Daniel Ortega Bans Easter Celebrations in Nicaragua

Marxist president wheels on the Catholic Church after claiming, while running for office, ‘Jesus Christ is my hero now.’

AP/Inti Ocon
Catholics take part in a reenactment of the Stations of the Cross during the Lenten season at the Metropolitan Cathedral at Managua, Nicaragua, March 17, 2023. AP/Inti Ocon

No Easter processions for Nicaraguans this year: They will have to celebrate behind the closed doors of their churches or from the comfort of their own couches.

President Ortega, escalating his campaign against the Catholic Church, cited security concerns in banning Holy Week celebrations in the country.  Locals, instead of participating in traditional community gatherings such as popular street processions on Good Friday and Easter Sunday, will be forced to celebrate privately.

The director of the Americas Program at the Center for Strategic and International Studies, Ryan Berg, tells the Sun that banning Easter celebrations “is just another phase in the Ortega-Murillo regime’s incessant campaign against the Catholic Church.” 

Mr. Ortega is closing religious centers in Nicaragua because they represent a “potential alternative center of political and social organization” to the regime, Mr. Berg says. The Catholic Church “is a particularly potent threat” for its closeness to the country’s opposition movement, he adds.

According to the Nicaraguan Center for Human Rights, the actions of Mr. Ortega, a Marxist, reflects his aspiration to dismantle the Catholic Church, end all domestic religious rights, and impose the regime’s beliefs on a country that has deep Catholic roots.

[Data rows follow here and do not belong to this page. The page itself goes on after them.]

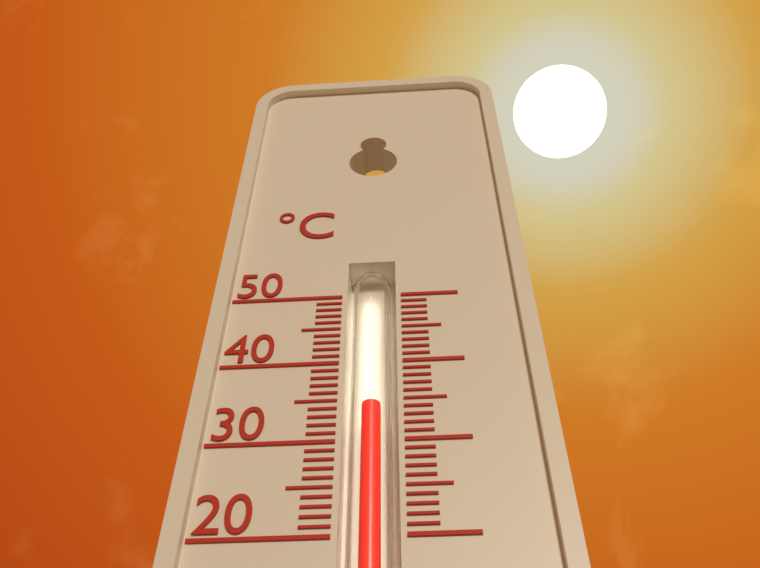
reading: 35 °C
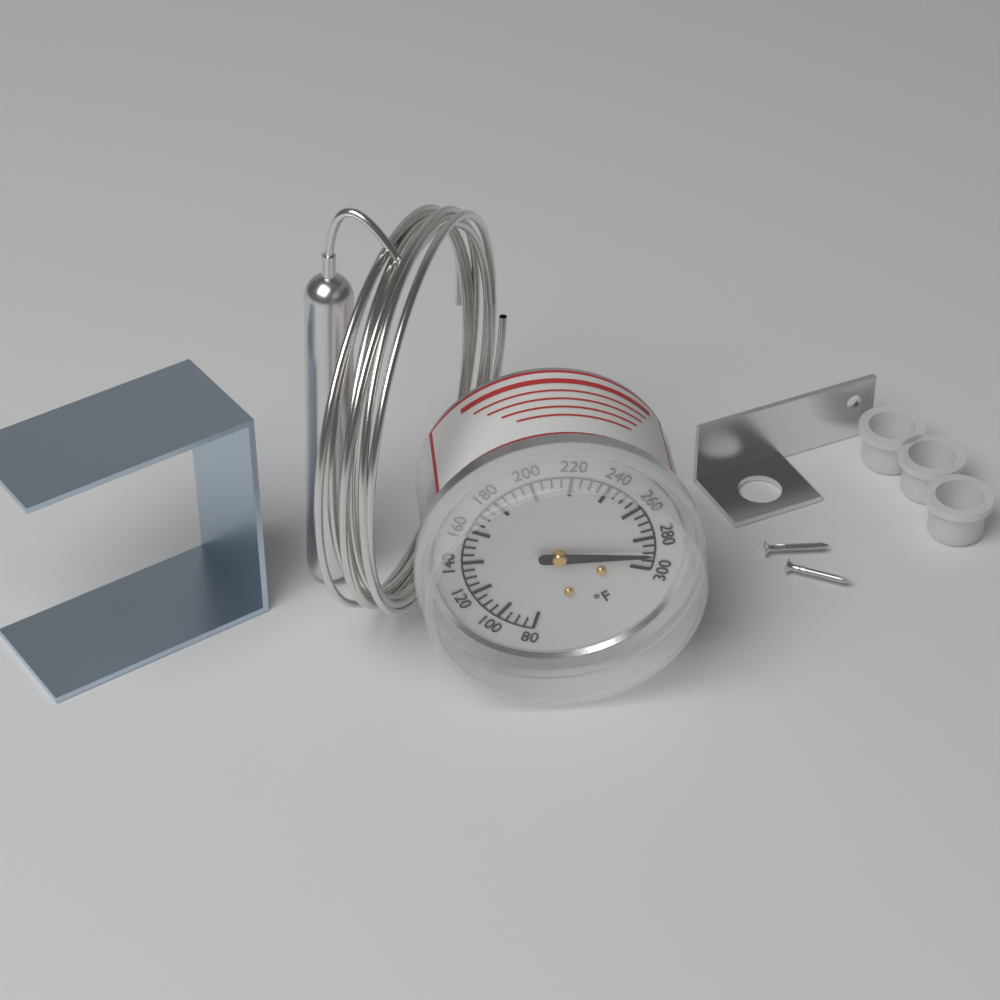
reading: 290 °F
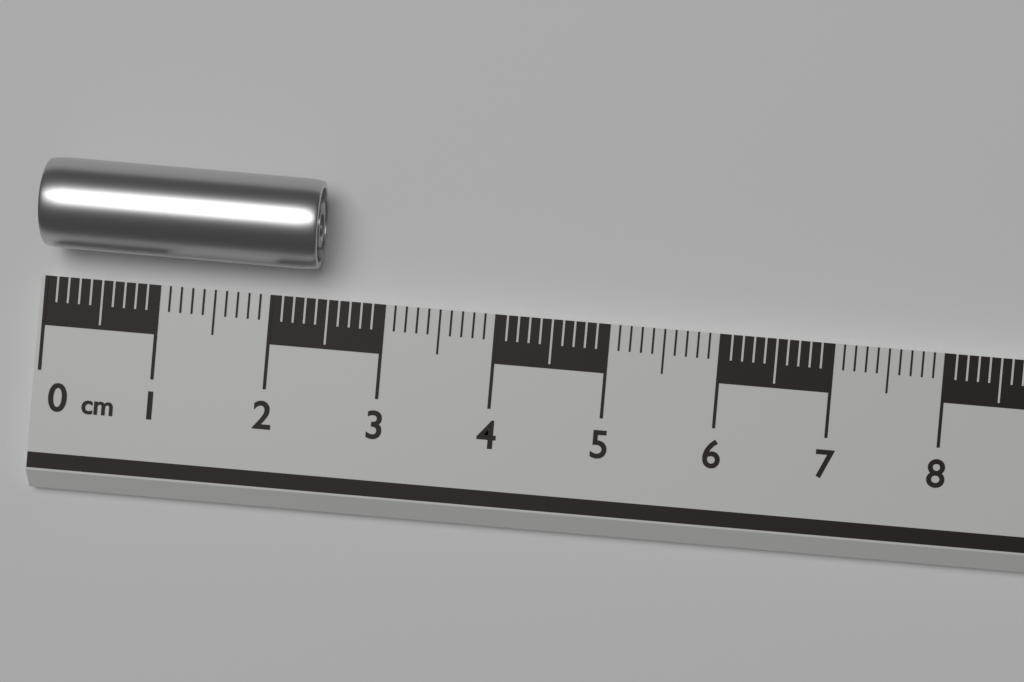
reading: 2.4 cm
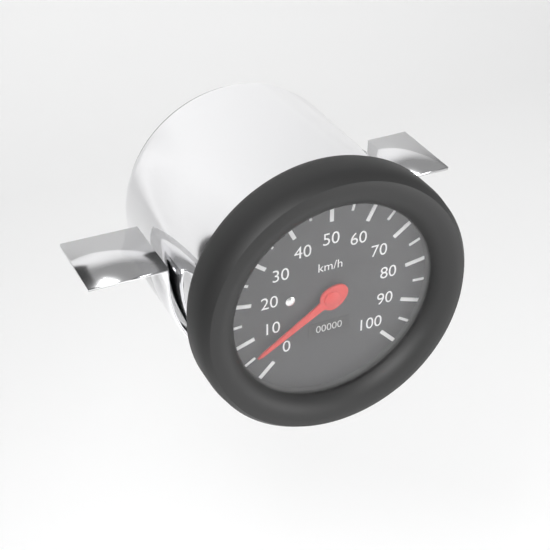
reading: 5 km/h
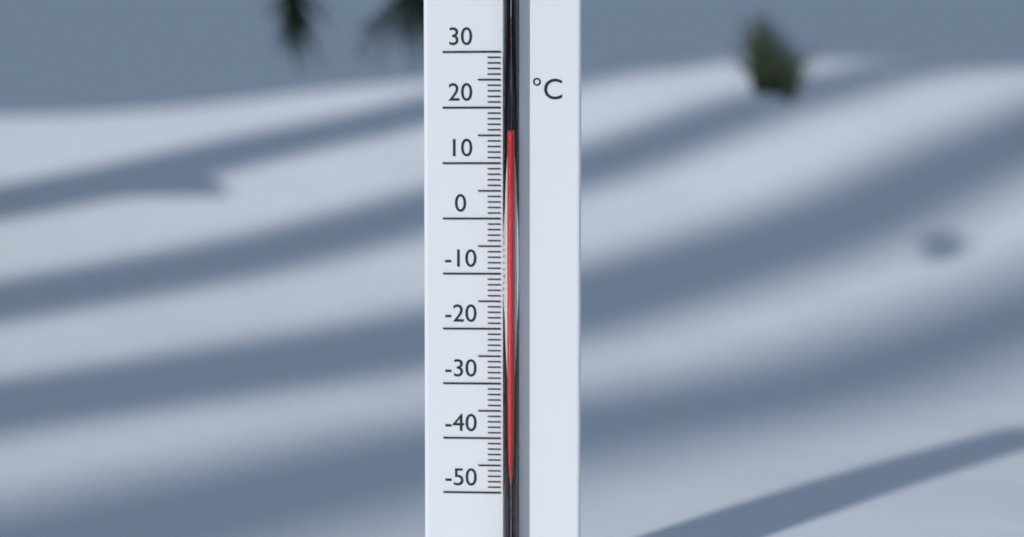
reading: 15 °C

“An unprecedented event that shows that we live in a country where religious persecution is a real risk,” is how the Nicaraguan Center, in a statement, described the ban on Easter celebrations. It called on religious leaders to break their silence and defend the members of the church as Nicaraguans face “their darkest days.”

Mr. Ortega broke ties with the Vatican last month, ordering the Vatican Embassy at Managua to close and shutting down the Nicaraguan embassy at Rome’s Holy See. In March, Pope Francis said Mr. Ortega’s administration is a “rude dictatorship” comparable to the “1917 Communist dictatorship, or that of Hitler in 1935.” 

“With great respect, I have no choice but to think about an imbalance in the person who leads” Nicaragua, the pontiff told the Argentinian newspaper Infobae in an interview.

More than 30 religious ceremonies have been canceled in the country since the start of 2023, a Nicaraguan lawyer and human rights advocate, Martha Patricia Molina, told the Nicaraguan newspaper Confidencial

In addition, the regime sentenced the bishop of Matagalpa, Rolando Alvarez, to 26 years in prison last month after he refused to move to America along with 200 political prisoners as part of a prisoner release. Mr. Alvarez was also stripped of his Nicaraguan citizenship. 

A Nicaraguan political analyst who is exiled in Costa Rica, Eliseo Nuñez, told Reuters that Mr. Ortega is banning religious processions to avoid unrest in the country. “They live in fear and that’s why they impose this terror,” Mr. Nuñez said.

Mr. Ortega seems to be going back to his communist roots, reviving Karl Marx’s infamous phrase: “Religion is the opium of the people. It is the sigh of the oppressed creature, the heart of a heartless world, and the soul of our soulless conditions.” 

A former Marxist rebel, Mr. Ortega returned to power in 2006 by concealing his communist leanings and converting to Catholicism to attract the highly religious population. “Jesus Christ is my hero now,” he said during the campaign. 

Nevertheless, relations between the church and Managua have been deteriorating since 2018, when Mr. Ortega violently cracked down on anti-government protests. As the Vatican attempted to act as mediator, some Catholic leaders in Nicaragua gave shelter to protesters in their churches, reigniting Mr. Ortega’s war on the church.

Dozens of religious leaders have been arrested or have fled the country since 2018. Last year, two congregations of nuns, including the Missionaries of Charity that was founded by Mother Teresa, were expelled from Nicaragua. 

“I don’t believe in the popes or kings,” Mr. Ortega said last month. “I never had love nor respect toward the majority of religious priests.”